Big data strategies must include mainframes, analyst says
Mainframes cannot remain an island separate from big data. Mainframe data is too valuable and central to the business to be left isolated, particularly when companies start using analytics to answer core business questions that will guide digital businesses in the future.
But mainframe data also requires special handling, writes Wikibon Chief Research Officer Peter Burris. It’s connected to high-value, core business applications and subject to high security, privacy and regulatory requirements. Extending the use of mainframe-based data is also particularly sensitive to context.

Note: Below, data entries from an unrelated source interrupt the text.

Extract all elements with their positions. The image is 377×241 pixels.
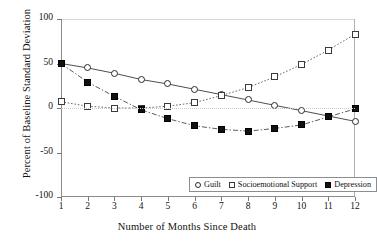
x-tick-label: 3 xyxy=(104,201,124,211)
x-axis-title: Number of Months Since Death xyxy=(0,221,374,232)
data-point-depression xyxy=(84,79,91,86)
open-circle-icon xyxy=(195,182,201,188)
zero-reference-line xyxy=(61,108,355,109)
x-tick-label: 2 xyxy=(78,201,98,211)
plot-area: 100500-50-100 123456789101112 Guilt Soci… xyxy=(61,19,355,197)
y-tick-label: 50 xyxy=(44,57,54,67)
data-point-depression xyxy=(271,125,278,132)
data-point-socioemotional-support xyxy=(191,99,198,106)
x-tick-label: 12 xyxy=(345,201,365,211)
data-point-depression xyxy=(191,122,198,129)
legend-item-guilt: Guilt xyxy=(195,180,221,189)
data-point-socioemotional-support xyxy=(271,73,278,80)
data-point-depression xyxy=(164,115,171,122)
data-point-depression xyxy=(58,60,65,67)
data-point-socioemotional-support xyxy=(218,92,225,99)
data-point-socioemotional-support xyxy=(245,84,252,91)
x-tick-label: 6 xyxy=(185,201,205,211)
x-tick-label: 9 xyxy=(265,201,285,211)
data-point-depression xyxy=(245,128,252,135)
data-point-socioemotional-support xyxy=(58,98,65,105)
data-point-depression xyxy=(218,126,225,133)
legend-label-depression: Depression xyxy=(334,180,371,189)
data-point-guilt xyxy=(191,86,198,93)
x-tick-label: 8 xyxy=(238,201,258,211)
legend-label-guilt: Guilt xyxy=(204,180,221,189)
x-tick-label: 11 xyxy=(318,201,338,211)
legend-item-depression: Depression xyxy=(325,180,371,189)
data-point-socioemotional-support xyxy=(298,61,305,68)
y-tick-label: -100 xyxy=(36,190,53,200)
line-guilt xyxy=(61,64,355,122)
y-tick-label: -50 xyxy=(40,146,53,156)
data-point-depression xyxy=(111,93,118,100)
data-point-guilt xyxy=(352,118,359,125)
filled-square-icon xyxy=(325,182,331,188)
data-point-socioemotional-support xyxy=(325,47,332,54)
x-tick-label: 4 xyxy=(131,201,151,211)
line-depression xyxy=(61,64,355,132)
legend-label-socioemotional-support: Socioemotional Support xyxy=(238,180,317,189)
data-point-guilt xyxy=(111,70,118,77)
x-tick-label: 5 xyxy=(158,201,178,211)
chart-legend: Guilt Socioemotional Support Depression xyxy=(189,177,377,192)
y-tick-label: 100 xyxy=(39,12,53,22)
data-point-depression xyxy=(298,121,305,128)
data-point-socioemotional-support xyxy=(352,31,359,38)
y-tick-label: 0 xyxy=(48,101,53,111)
x-tick-label: 7 xyxy=(211,201,231,211)
y-axis-title: Percent of Baseline Standard Deviation xyxy=(21,0,32,194)
open-square-icon xyxy=(229,182,235,188)
legend-item-socioemotional-support: Socioemotional Support xyxy=(229,180,317,189)
x-tick-label: 10 xyxy=(292,201,312,211)
data-point-guilt xyxy=(138,76,145,83)
data-point-depression xyxy=(325,113,332,120)
x-tick-label: 1 xyxy=(51,201,71,211)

Thus, bringing this data into the big data environment requires special tools that can maintain that high security and privacy. Leading mainframe hardware and software vendors such as IBM and Oracle already offer technology that serves the needs of both mainframe application owners and big data administrators, and Burris predicts healthy growth for this market over the next several years.
Burris discusses the issues in depth in his latest published research, “Adding Mainframe Data to Big Data Systems,” which is available to Wikibon premium subscribers. To learn how to subscribe, look here. Wikibon is a sister company of SiliconANGLE.
z13 mainframe image courtesy IBM
A message from John Furrier, co-founder of SiliconANGLE:
Your vote of support is important to us and it helps us keep the content FREE.
One click below supports our mission to provide free, deep, and relevant content.
Join our community on YouTube
Join the community that includes more than 15,000 #CubeAlumni experts, including Amazon.com CEO Andy Jassy, Dell Technologies founder and CEO Michael Dell, Intel CEO Pat Gelsinger, and many more luminaries and experts.